"If you were a working-man I should send you to the hospital and you would be kept in bed till you were well. But if you choose to sail on the Lusitania you must bear the pain. Now, as you are here, you might as well let me overhaul you."
Then, as before, the same precision, the same delicacy of touch, the same rapidity, nothing hurried, nothing missed; his examination a work of art as well as of science. Then he began to talk of other things; and again, and even stronger, was the impression of being in contact with a master mind. Seldom have I spent a more stimulating hour. He was, I found later, Mr. Henry Morris, Consulting Surgeon to the Middlesex Hospital and President of the Royal College of Surgeons. In other words, Mr. Henry Morris, about whom I ought to have known, but did not, was, and is, in the very front rank of his profession. His eminence has since been recognized and rewarded by the King, and he is now Sir Henry Morris, Bart. I suppose even a Republican may admit that if titles are to be conferred they are well conferred on men eminent in science.
II
Sir Thomas Barlow has since been elected President of the Royal College of Physicians in succession to Sir Douglas Powell. This is the Blue Ribbon of the profession, perhaps a greater honour than a knighthood or baronetcy, though the knighthood or the baronetcy is from the King, the source and fountain of all such distinctions. But the Presidency of the Royal College of Physicians is conferred by the Profession itself. The Fellows of the College, who number some three hundred, are the choosing body. They vote by ballot and the man whom they elect is the man by whom they wish to be represented before the public; the man by whom they are content to be judged. They say, in effect, of him whom they choose: "This is the Head of the Medical Profession for the time being." The public, which really and rightly has much more confidence in the judgment of the doctors upon each other than in any lay reputation, accepts that. When you say of a physician, "He is a doctors' doctor," you have said about all you can.
The President of the Royal College of Physicians has, no doubt, duties which are not medical. He has executive, administrative, consultative duties; and the very important duty of dining with the Lord Mayor, the Corporation of the City of London, and the City Companies. In discharging these latter functions he incurs, I suppose, less risk than most men incur. But risk or no risk these feasts have to be faced. Between all Corporations, Guilds, and Colleges there is a kind of freemasonry. They have points of contact, of sympathy, and are likely to stand by each other in difficulties. Whether dinners were invented as a test and standard of friendship, I cannot say. But go to which of them you like, you will find a collection of the Heads of other Companies, Colleges, etc.; not all, perhaps, dinner-giving, but all willing victims of others' hospitality.
The Royal College of Physicians is also a Senate or Parliament; with powers of legislation and of professional guidance and discipline. The Fellows of this College are Trustees for the whole Profession. The President has an authority of his own, depending in part on statutes and on custom, in part on his personal authority. In the latter Sir Thomas Barlow will not be found wanting. It is not the less, it is perhaps the greater, for the genial good nature which accompanies it. I said to him once:
"Sir Thomas, you have one quality which must be a great drawback to your success."
"Dear me, what is that?"
"When you come into a room your patient at once thinks himself better, and even doubts whether he need have sent for you at all, and so gets well much quicker than he ought. It's taking money out of your pocket."
"Very good. I'll take care you don't get well too soon."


Brief: Go through the records and show each line where the word "vertical" occurs.

Items from a figure collection
+++++
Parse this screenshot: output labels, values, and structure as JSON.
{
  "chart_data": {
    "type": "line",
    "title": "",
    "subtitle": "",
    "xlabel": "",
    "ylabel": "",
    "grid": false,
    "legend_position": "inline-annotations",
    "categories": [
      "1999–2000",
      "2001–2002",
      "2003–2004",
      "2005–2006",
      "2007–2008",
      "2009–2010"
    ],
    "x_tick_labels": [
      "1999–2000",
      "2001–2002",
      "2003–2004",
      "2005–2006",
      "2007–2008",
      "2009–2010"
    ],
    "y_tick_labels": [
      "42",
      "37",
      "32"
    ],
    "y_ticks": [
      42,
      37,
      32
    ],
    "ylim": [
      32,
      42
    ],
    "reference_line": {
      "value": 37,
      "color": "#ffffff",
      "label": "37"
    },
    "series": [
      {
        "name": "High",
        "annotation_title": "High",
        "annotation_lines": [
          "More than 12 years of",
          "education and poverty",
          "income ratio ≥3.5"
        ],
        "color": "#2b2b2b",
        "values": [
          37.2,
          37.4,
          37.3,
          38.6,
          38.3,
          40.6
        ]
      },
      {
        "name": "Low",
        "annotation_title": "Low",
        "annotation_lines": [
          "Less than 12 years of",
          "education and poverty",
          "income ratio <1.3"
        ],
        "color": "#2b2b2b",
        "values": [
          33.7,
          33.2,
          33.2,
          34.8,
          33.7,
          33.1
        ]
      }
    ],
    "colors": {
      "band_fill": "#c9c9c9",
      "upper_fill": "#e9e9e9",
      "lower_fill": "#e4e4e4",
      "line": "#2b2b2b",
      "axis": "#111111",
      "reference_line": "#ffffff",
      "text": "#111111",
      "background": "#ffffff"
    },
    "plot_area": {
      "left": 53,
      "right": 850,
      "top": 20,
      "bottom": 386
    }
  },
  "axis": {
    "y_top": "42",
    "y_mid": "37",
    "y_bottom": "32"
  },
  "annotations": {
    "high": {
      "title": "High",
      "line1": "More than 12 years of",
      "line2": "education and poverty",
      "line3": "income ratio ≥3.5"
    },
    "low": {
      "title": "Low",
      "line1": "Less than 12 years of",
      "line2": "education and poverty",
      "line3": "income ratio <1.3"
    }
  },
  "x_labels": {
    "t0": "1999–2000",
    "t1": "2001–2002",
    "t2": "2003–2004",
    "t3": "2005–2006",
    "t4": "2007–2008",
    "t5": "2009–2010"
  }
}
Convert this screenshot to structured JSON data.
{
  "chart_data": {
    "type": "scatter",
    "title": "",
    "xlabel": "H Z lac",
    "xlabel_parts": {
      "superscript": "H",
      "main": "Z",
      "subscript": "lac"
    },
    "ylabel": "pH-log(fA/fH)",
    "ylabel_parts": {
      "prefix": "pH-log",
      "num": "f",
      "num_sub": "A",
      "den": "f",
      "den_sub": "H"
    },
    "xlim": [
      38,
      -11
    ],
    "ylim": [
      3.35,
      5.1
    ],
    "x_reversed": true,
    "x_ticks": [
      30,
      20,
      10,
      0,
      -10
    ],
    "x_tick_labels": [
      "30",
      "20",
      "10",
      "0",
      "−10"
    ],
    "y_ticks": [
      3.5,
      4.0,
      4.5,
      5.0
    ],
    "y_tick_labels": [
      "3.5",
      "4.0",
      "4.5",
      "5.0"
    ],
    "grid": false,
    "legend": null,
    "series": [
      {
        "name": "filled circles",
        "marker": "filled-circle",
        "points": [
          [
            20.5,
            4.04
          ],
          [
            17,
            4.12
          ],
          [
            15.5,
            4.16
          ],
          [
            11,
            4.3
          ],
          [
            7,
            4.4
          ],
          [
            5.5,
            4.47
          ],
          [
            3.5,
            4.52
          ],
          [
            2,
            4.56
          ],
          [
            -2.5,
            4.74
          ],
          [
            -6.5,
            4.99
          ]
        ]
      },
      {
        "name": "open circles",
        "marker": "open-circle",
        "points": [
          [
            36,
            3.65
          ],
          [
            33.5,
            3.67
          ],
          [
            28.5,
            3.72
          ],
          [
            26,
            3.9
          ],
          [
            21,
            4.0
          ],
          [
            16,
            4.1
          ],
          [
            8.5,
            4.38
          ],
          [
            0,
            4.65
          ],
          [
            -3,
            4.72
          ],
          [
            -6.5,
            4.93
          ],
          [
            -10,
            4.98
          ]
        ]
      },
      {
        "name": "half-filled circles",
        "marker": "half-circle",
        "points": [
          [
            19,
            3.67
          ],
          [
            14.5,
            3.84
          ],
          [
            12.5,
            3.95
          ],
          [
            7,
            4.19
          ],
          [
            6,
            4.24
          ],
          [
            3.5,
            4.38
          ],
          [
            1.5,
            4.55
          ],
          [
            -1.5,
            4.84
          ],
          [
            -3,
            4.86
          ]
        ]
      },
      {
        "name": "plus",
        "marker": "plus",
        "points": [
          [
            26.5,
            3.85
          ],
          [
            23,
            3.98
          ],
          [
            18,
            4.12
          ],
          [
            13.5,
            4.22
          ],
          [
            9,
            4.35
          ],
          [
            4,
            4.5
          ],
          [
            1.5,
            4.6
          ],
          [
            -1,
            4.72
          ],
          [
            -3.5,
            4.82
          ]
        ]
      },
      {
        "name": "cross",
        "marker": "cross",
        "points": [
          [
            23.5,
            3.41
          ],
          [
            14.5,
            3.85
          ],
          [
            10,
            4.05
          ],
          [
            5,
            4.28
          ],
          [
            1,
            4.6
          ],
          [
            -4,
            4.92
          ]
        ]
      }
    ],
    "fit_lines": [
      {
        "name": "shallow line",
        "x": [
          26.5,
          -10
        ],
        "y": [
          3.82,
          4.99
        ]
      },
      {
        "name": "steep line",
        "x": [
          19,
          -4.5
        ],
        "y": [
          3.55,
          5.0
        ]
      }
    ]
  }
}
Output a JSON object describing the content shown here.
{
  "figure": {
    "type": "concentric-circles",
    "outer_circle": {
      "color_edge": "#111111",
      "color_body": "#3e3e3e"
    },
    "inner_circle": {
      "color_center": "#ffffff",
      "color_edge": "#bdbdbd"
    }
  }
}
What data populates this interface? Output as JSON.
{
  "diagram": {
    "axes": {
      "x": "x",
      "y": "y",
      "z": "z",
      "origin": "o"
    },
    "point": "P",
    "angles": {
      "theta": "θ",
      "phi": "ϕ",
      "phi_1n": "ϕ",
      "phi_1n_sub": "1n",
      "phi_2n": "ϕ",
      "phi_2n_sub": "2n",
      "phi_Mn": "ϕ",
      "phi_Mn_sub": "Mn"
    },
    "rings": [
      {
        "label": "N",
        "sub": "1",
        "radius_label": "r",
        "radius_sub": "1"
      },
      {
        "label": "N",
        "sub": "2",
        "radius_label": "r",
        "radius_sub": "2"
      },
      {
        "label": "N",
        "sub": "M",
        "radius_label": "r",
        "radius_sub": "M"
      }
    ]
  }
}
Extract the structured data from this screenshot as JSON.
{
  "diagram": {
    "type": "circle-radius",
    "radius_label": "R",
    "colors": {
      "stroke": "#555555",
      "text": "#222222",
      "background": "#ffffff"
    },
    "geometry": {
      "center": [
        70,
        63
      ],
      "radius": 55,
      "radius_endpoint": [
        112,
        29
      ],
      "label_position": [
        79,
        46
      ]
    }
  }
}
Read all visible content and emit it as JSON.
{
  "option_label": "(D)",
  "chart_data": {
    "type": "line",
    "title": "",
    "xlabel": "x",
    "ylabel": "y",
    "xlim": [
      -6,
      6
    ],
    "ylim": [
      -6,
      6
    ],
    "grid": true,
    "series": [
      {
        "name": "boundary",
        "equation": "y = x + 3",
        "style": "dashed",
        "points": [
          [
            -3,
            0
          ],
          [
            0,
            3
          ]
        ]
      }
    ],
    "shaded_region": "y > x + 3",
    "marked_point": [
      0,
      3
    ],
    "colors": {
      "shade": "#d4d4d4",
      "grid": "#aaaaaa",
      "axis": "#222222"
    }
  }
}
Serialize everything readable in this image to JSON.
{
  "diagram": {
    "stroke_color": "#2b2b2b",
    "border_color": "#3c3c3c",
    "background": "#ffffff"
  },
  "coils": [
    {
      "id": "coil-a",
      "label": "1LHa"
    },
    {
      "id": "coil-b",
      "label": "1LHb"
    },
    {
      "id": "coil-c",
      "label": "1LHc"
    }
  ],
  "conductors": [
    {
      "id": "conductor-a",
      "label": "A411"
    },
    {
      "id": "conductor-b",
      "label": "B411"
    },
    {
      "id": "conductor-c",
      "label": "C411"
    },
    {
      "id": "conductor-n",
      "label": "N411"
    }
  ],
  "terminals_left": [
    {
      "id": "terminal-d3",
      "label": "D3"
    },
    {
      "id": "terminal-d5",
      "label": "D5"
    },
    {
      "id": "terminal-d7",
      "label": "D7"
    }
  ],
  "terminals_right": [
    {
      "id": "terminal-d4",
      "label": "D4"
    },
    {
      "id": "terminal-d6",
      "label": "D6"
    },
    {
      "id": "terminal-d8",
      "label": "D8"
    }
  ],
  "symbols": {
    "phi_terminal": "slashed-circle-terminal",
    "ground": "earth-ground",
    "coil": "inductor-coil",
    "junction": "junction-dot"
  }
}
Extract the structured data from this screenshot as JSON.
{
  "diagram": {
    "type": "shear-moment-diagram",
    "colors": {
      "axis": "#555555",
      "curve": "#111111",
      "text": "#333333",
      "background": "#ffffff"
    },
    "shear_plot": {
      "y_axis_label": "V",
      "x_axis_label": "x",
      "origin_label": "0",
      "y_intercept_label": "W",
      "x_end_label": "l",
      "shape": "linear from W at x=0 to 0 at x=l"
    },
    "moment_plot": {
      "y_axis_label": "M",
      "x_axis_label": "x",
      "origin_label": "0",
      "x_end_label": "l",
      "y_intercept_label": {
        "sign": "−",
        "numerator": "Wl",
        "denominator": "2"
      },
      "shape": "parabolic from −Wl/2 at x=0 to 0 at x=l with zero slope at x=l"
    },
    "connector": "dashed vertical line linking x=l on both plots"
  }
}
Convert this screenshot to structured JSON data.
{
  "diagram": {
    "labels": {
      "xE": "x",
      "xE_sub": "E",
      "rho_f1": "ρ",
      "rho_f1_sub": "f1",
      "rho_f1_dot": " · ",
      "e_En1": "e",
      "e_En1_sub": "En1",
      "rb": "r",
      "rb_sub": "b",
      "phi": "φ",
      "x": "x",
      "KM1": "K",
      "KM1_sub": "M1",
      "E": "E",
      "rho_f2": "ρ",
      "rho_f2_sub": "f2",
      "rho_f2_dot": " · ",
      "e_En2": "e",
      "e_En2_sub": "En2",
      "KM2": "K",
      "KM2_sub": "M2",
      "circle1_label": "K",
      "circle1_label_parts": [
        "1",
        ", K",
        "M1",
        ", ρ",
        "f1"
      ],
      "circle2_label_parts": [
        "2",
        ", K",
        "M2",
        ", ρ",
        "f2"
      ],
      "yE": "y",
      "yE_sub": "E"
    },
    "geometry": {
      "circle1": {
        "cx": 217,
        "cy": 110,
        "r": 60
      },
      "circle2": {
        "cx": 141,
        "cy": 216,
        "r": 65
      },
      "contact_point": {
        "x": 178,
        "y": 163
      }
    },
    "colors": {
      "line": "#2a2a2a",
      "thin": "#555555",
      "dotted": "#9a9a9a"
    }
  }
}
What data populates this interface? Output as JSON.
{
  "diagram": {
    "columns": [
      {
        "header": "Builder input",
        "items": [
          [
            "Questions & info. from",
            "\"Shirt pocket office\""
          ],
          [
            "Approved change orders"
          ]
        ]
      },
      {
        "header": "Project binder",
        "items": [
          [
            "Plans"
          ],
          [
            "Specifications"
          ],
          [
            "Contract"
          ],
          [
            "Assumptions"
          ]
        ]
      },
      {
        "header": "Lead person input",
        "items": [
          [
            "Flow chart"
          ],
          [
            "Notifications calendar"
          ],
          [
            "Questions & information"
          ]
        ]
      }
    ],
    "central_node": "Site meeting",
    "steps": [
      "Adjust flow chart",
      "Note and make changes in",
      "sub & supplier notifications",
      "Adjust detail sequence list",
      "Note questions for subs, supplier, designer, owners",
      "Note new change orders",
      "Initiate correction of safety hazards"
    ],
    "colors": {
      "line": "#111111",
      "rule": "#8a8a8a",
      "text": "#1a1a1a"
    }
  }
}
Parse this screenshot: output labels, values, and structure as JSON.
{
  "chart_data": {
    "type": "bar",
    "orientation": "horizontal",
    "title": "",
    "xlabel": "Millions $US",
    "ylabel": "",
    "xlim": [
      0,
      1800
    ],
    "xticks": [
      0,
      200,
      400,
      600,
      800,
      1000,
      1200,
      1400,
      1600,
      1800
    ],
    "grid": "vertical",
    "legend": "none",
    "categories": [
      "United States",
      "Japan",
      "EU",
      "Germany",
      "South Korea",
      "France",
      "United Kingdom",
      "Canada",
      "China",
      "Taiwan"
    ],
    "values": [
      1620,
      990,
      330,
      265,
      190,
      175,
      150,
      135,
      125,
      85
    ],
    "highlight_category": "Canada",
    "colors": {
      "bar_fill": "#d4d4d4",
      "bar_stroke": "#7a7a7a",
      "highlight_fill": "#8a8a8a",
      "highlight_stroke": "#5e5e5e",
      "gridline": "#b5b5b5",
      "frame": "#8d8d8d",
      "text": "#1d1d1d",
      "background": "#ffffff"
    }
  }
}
+++++
Response:
    "connector": "dashed vertical line linking x=l on both plots"
    "grid": "vertical",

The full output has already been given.